**WORK ITEM**
Bring back every record exactly, except for the pictures, which stay out.

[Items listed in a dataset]
++++++
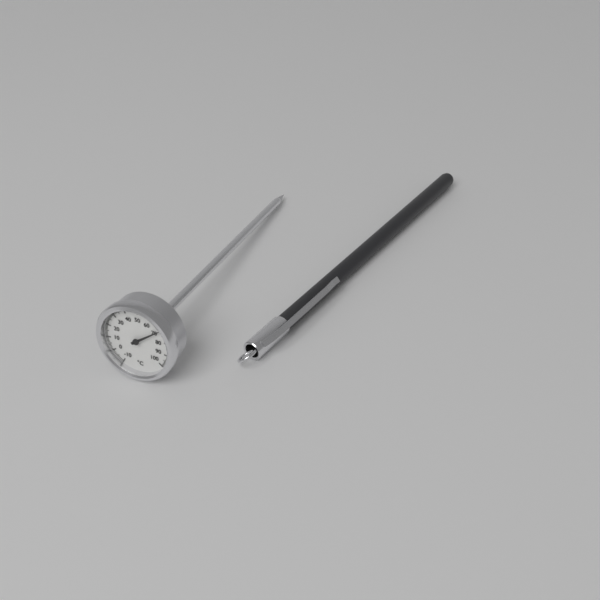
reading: 70 °C
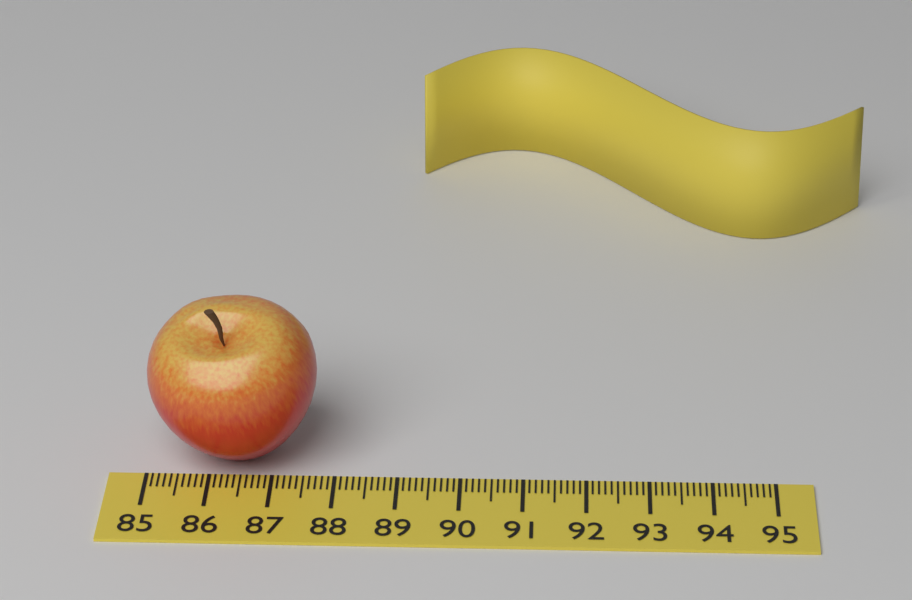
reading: 87.7 (no unit)
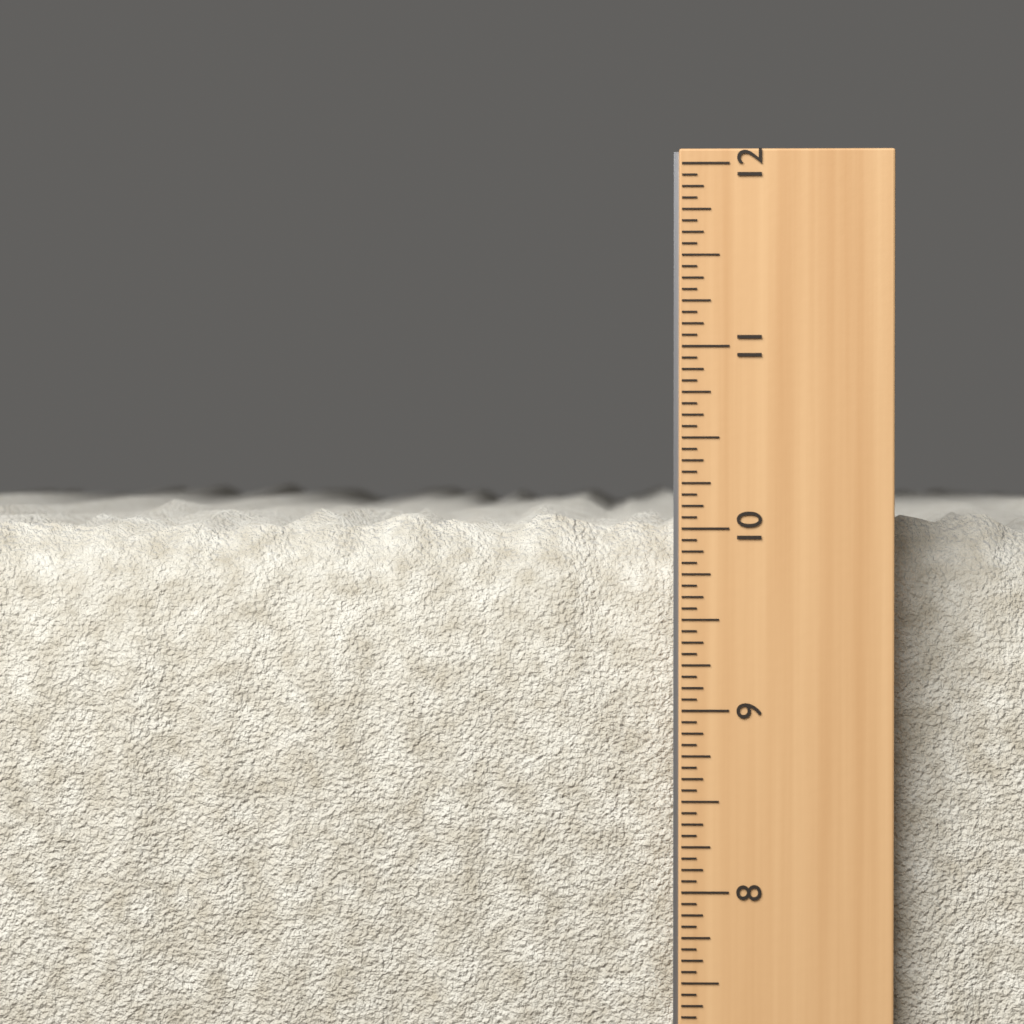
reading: 10.1250 in
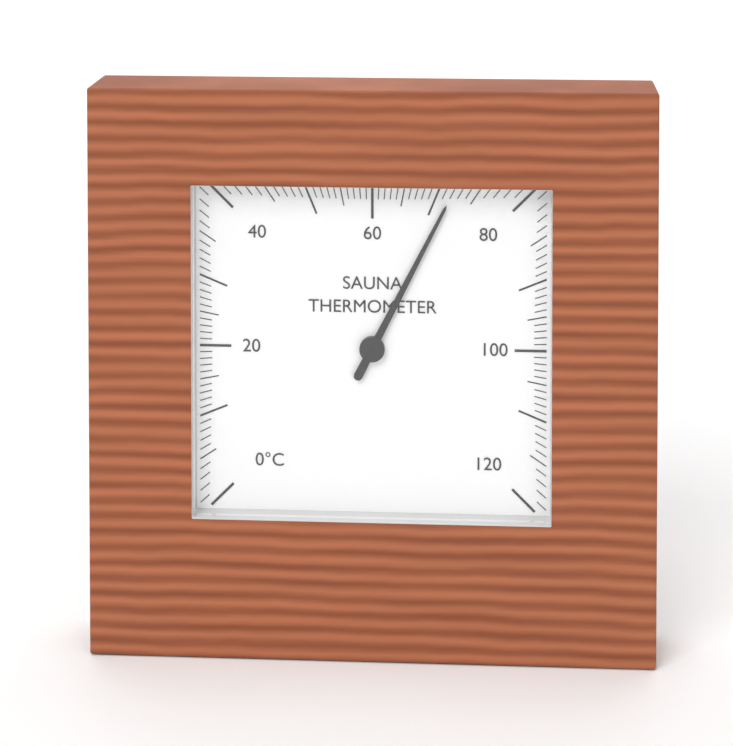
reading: 72 °C
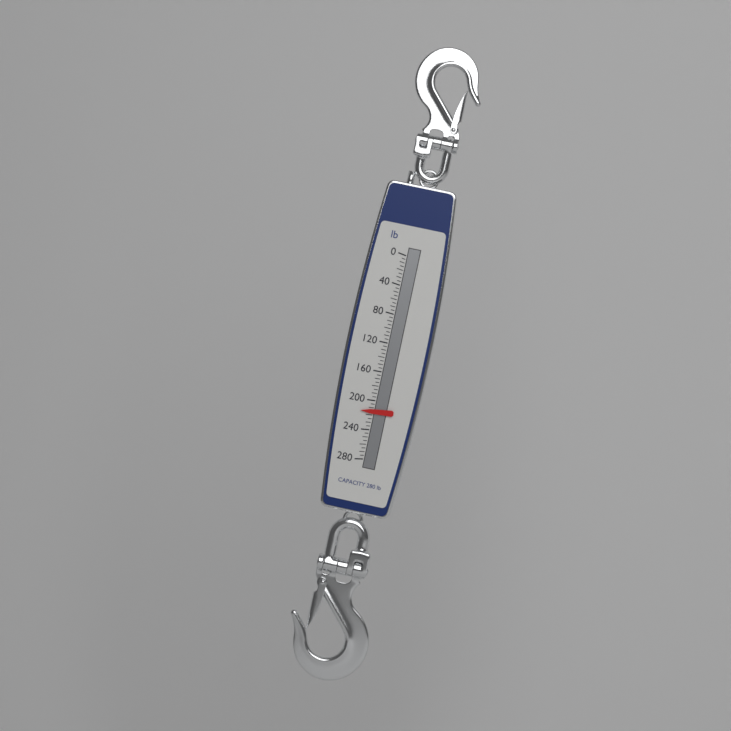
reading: 215 lb
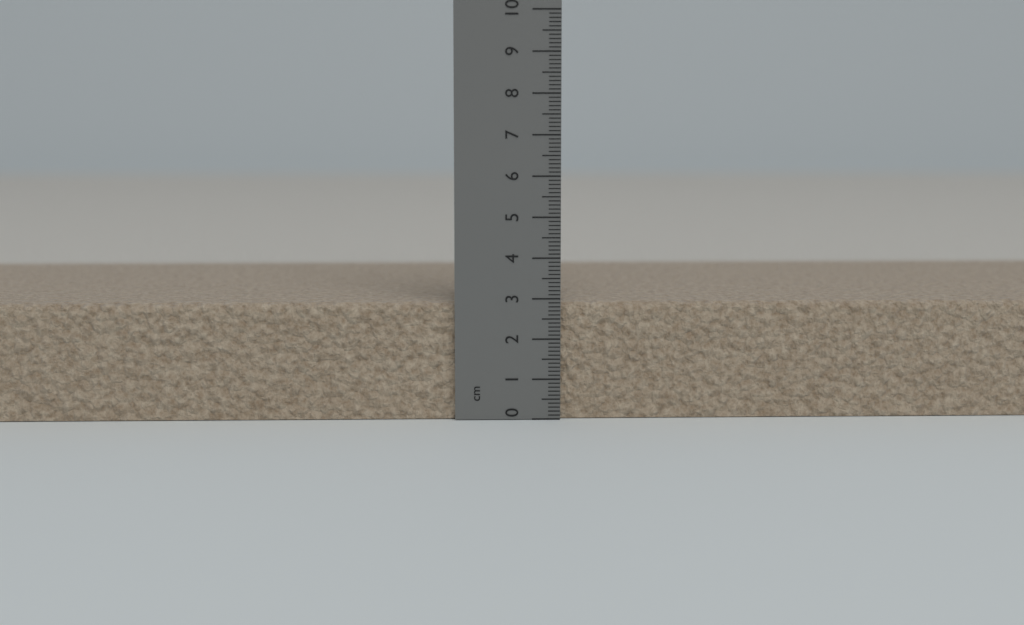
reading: 2.9 cm
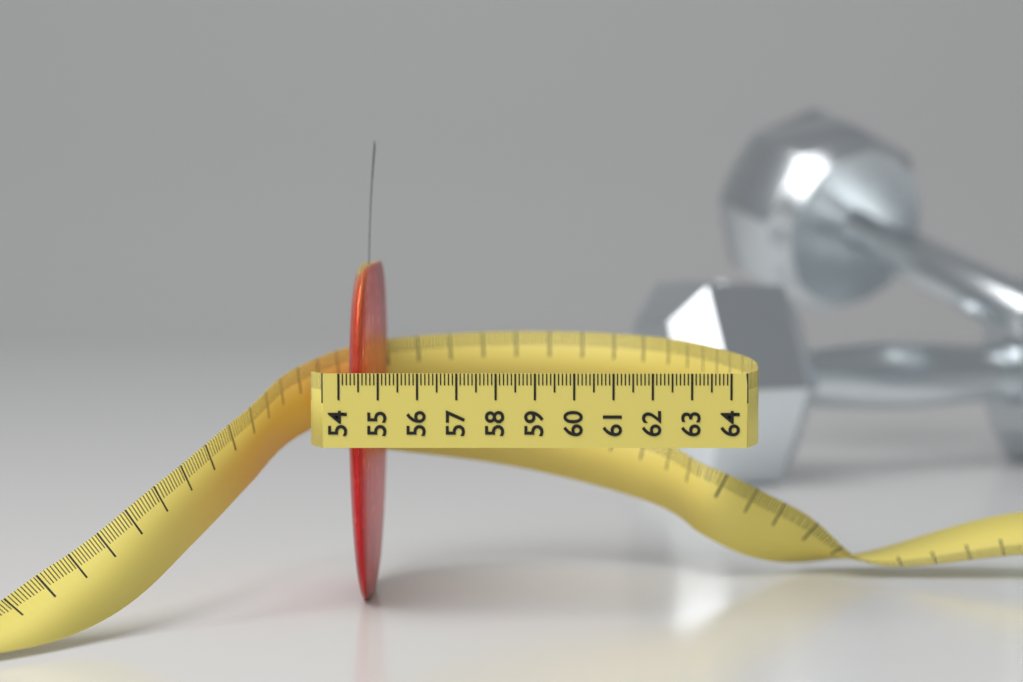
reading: 54.9 (no unit)
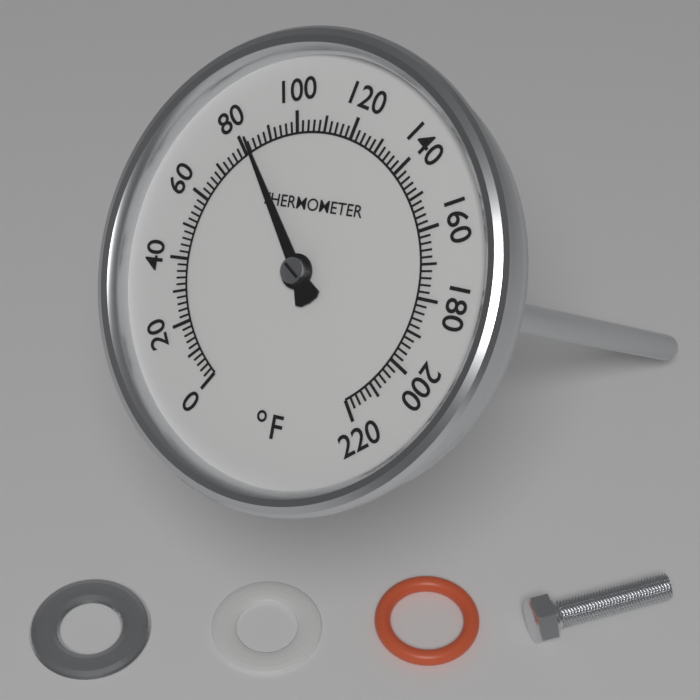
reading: 82 °F
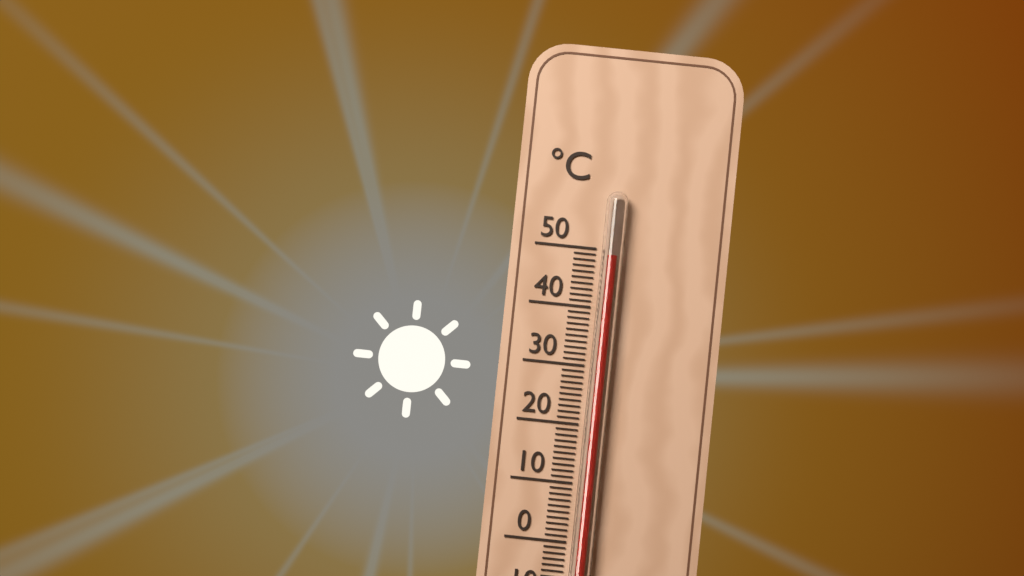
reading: 49 °C
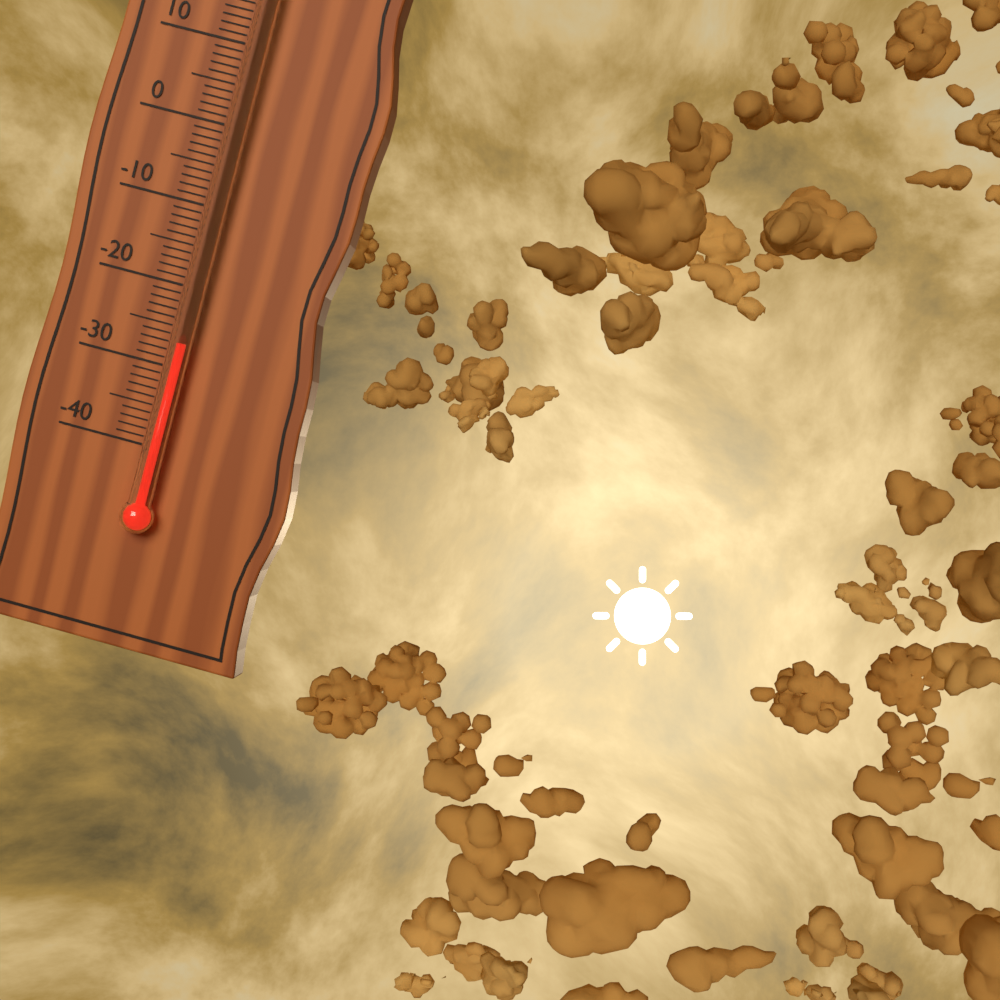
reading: -27 °C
++++++
**ANSWER TO THE PROBLEM**
reading: 70 °C
reading: 87.7 (no unit)
reading: 10.1250 in
reading: 72 °C
reading: 215 lb
reading: 2.9 cm
reading: 54.9 (no unit)
reading: 82 °F
reading: 49 °C
reading: -27 °C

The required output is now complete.